"If they can provide scientific data that can prepare us for events in the future, then that's extremely important," said Tom Jordan of the Southern California Earthquake Center at the University of Southern California.
The epicenter of the movement is in California, the most quake-prone state in the continental United States. Each year, some 10,000 temblors rattle Southern California alone, though most are too small to be felt.
The Quake-Catcher Network was launched earlier this year to tap into the computing power of some 300 participants worldwide, including 50 volunteers in California.
The network relies on a sensor called an accelerometer that is built into many newer laptops to detect sudden motion.

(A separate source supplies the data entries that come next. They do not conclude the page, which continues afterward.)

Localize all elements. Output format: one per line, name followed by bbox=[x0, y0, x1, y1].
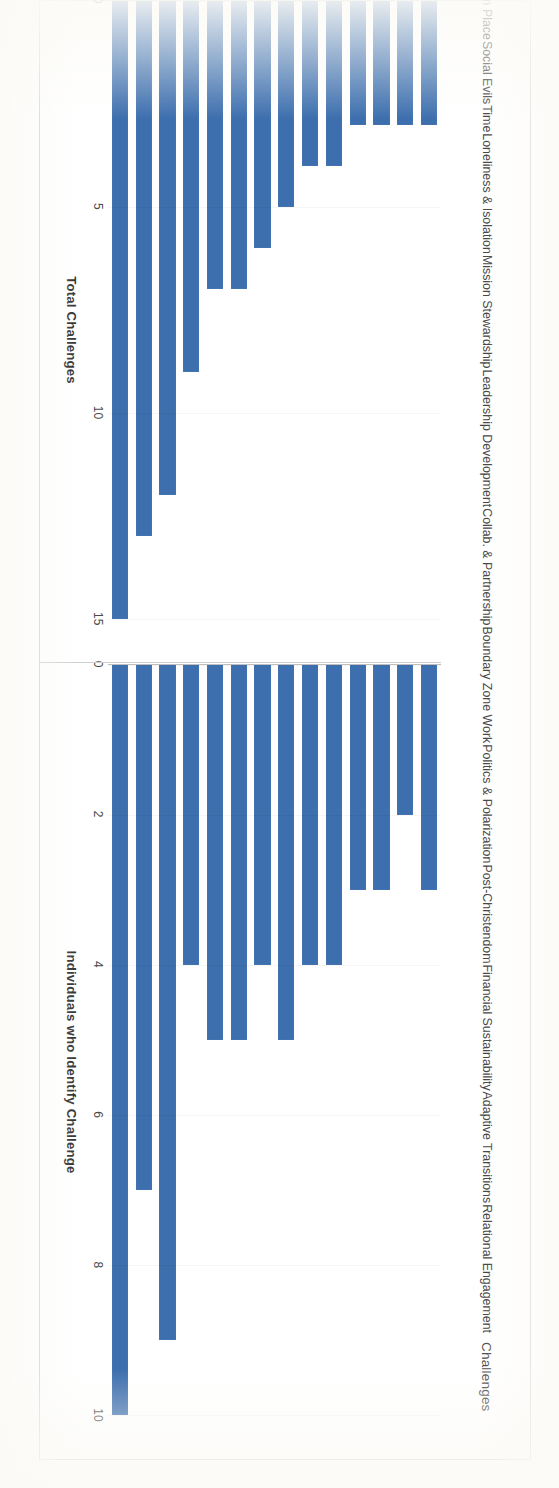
x-axis-tick-label: 4 bbox=[91, 961, 105, 968]
bar-row bbox=[156, 1, 180, 660]
gridline bbox=[108, 619, 441, 620]
gridline bbox=[108, 665, 441, 666]
bar-row bbox=[108, 1, 132, 660]
bar-group-individuals bbox=[108, 665, 441, 1460]
category-label: Collab. & Partnership bbox=[443, 507, 531, 625]
bar bbox=[421, 665, 437, 890]
bar bbox=[159, 1, 175, 495]
bar bbox=[207, 1, 223, 289]
bar-row bbox=[370, 665, 394, 1460]
x-axis-tick-label: 15 bbox=[91, 612, 105, 625]
bar-row bbox=[156, 665, 180, 1460]
x-axis-tick-label: 8 bbox=[91, 1261, 105, 1268]
category-label: Mission Stewardship bbox=[443, 254, 531, 369]
bar-row bbox=[393, 1, 417, 660]
bar-row bbox=[203, 665, 227, 1460]
panel-divider bbox=[39, 662, 441, 663]
category-label: Adaptive Transitions bbox=[443, 1091, 531, 1204]
bar-row bbox=[322, 665, 346, 1460]
category-label: Leadership Development bbox=[443, 369, 531, 508]
bar-row bbox=[132, 665, 156, 1460]
bar bbox=[278, 665, 294, 1040]
x-axis-title-individuals: Individuals who Identify Challenge bbox=[64, 664, 79, 1460]
bar bbox=[136, 1, 152, 536]
category-label-list: Relational EngagementAdaptive Transition… bbox=[443, 0, 531, 1333]
bar bbox=[350, 1, 366, 125]
x-axis-tick-label: 5 bbox=[91, 203, 105, 210]
gridline bbox=[108, 413, 441, 414]
bar-row bbox=[298, 665, 322, 1460]
bar-row bbox=[417, 1, 441, 660]
bar bbox=[421, 1, 437, 125]
bar bbox=[350, 665, 366, 890]
gridline bbox=[108, 1415, 441, 1416]
bar bbox=[207, 665, 223, 1040]
bar bbox=[373, 1, 389, 125]
chart-panel-total-challenges: 051015 Total Challenges bbox=[39, 0, 441, 660]
bar bbox=[112, 665, 128, 1415]
bar bbox=[231, 665, 247, 1040]
category-label: Relational Engagement bbox=[443, 1203, 531, 1333]
bar-row bbox=[274, 665, 298, 1460]
x-axis-tick-label: 0 bbox=[91, 0, 105, 3]
bar-row bbox=[322, 1, 346, 660]
bar-group-total-challenges bbox=[108, 1, 441, 660]
rotated-page-wrapper: Relational EngagementAdaptive Transition… bbox=[0, 0, 559, 1488]
x-axis-tick-label: 2 bbox=[91, 811, 105, 818]
bar bbox=[255, 1, 271, 248]
bar-row bbox=[227, 1, 251, 660]
bar-chart-figure: Relational EngagementAdaptive Transition… bbox=[0, 0, 559, 1488]
bar-row bbox=[370, 1, 394, 660]
bar-row bbox=[179, 1, 203, 660]
category-axis-title: Challenges bbox=[443, 1338, 531, 1458]
plot-area-individuals bbox=[108, 664, 441, 1460]
bar-row bbox=[132, 1, 156, 660]
plot-area-total-challenges bbox=[108, 0, 441, 660]
bar-row bbox=[417, 665, 441, 1460]
category-label: Time bbox=[443, 104, 531, 132]
bar-row bbox=[346, 1, 370, 660]
bar-row bbox=[346, 665, 370, 1460]
gridline bbox=[108, 1265, 441, 1266]
bar-row bbox=[227, 665, 251, 1460]
category-label: Financial Sustainability bbox=[443, 964, 531, 1091]
bar bbox=[397, 1, 413, 125]
x-axis-title-total-challenges: Total Challenges bbox=[64, 0, 79, 660]
category-label: Social Evils bbox=[443, 40, 531, 104]
chart-panel-individuals: 0246810 Individuals who Identify Challen… bbox=[39, 664, 441, 1460]
x-axis-tick-label: 10 bbox=[91, 1408, 105, 1421]
x-axis-tick-label: 10 bbox=[91, 406, 105, 419]
bar-row bbox=[203, 1, 227, 660]
category-label: Boundary Zone Work bbox=[443, 625, 531, 743]
x-axis-ticks-total-challenges: 051015 bbox=[83, 0, 105, 660]
bar-row bbox=[251, 1, 275, 660]
bar bbox=[278, 1, 294, 207]
gridline bbox=[108, 815, 441, 816]
category-label: Loneliness & Isolation bbox=[443, 132, 531, 254]
x-axis-tick-label: 6 bbox=[91, 1111, 105, 1118]
bar bbox=[302, 1, 318, 166]
bar bbox=[136, 665, 152, 1190]
bar bbox=[231, 1, 247, 289]
category-label: Politics & Polarization bbox=[443, 743, 531, 863]
bar-row bbox=[393, 665, 417, 1460]
gridline bbox=[108, 1115, 441, 1116]
bar-row bbox=[298, 1, 322, 660]
category-label: Post-Christendom bbox=[443, 863, 531, 963]
category-label: Removal from Place bbox=[443, 0, 531, 40]
bar-row bbox=[179, 665, 203, 1460]
gridline bbox=[108, 965, 441, 966]
bar bbox=[326, 1, 342, 166]
gridline bbox=[108, 207, 441, 208]
bar-row bbox=[274, 1, 298, 660]
bar bbox=[397, 665, 413, 815]
bar-row bbox=[251, 665, 275, 1460]
x-axis-ticks-individuals: 0246810 bbox=[83, 664, 105, 1460]
bar bbox=[112, 1, 128, 619]
bar-row bbox=[108, 665, 132, 1460]
bar bbox=[183, 1, 199, 372]
gridline bbox=[108, 1, 441, 2]
category-label-column: Relational EngagementAdaptive Transition… bbox=[441, 0, 531, 1460]
bar bbox=[373, 665, 389, 890]
bar bbox=[159, 665, 175, 1340]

If the computer is dropped, for instance, the sensor can alert the hard drive, shielding it from potential damage and preventing data from being lost.
Volunteers download software that links their computers to others in the network and sends information about shaking to scientists through the Internet.

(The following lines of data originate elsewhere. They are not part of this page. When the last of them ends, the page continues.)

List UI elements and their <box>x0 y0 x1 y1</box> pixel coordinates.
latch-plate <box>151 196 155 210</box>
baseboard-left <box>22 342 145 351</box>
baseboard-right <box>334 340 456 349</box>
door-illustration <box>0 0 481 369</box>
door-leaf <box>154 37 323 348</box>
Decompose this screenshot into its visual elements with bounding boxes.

Since any movement - passing trucks, neighbors moving furniture or a pet jumping on the desk
- can trigger a laptop's internal sensor, scientists scan incoming data only when the U.S. Geological Survey determines that an actual quake has occurred, based on readings from its field stations.\
"If there's a bunch of laptops that trigger in one location, there's probably an earthquake," said seismologist Elizabeth Cochran of the University of California, Riverside, who is a leader of the project.
In the past, people could only report ground shaking in their neighborhood by logging onto the USGS Web site and filling out a questionnaire.
The computer network, run by Stanford University and UC Riverside, supplements data from about 800 permanent monitoring stations in California that beam readings to the USGS, the chief federal agency in charge of monitoring for quakes.
Emergency personnel use the data to locate potentially hard-hit areas. The more sensors that can record shaking, the more accurate the picture about possible damage.
The volunteer system is similar to the one already used by the Search for Extraterrestrial Intelligence project at the University of California, Berkeley. Started in 1999, the SETI system harnesses shared PC power to analyze radio-telescope data for sounds of alien intelligence. It now boasts more than 1 million volunteers.
The Quake-Catcher system was put to the test in July during a magnitude-5.4 quake that was centered in the hills east of Los Angeles. The temblor rattled a large swath of Southern California, but caused little damage. Fewer than a half-dozen laptops with the software sensed the quake, and only three sent back clean signals seven seconds after the fault ruptured.
While scientists were pleased that some laptops detected motion, they acknowledged the system needed work.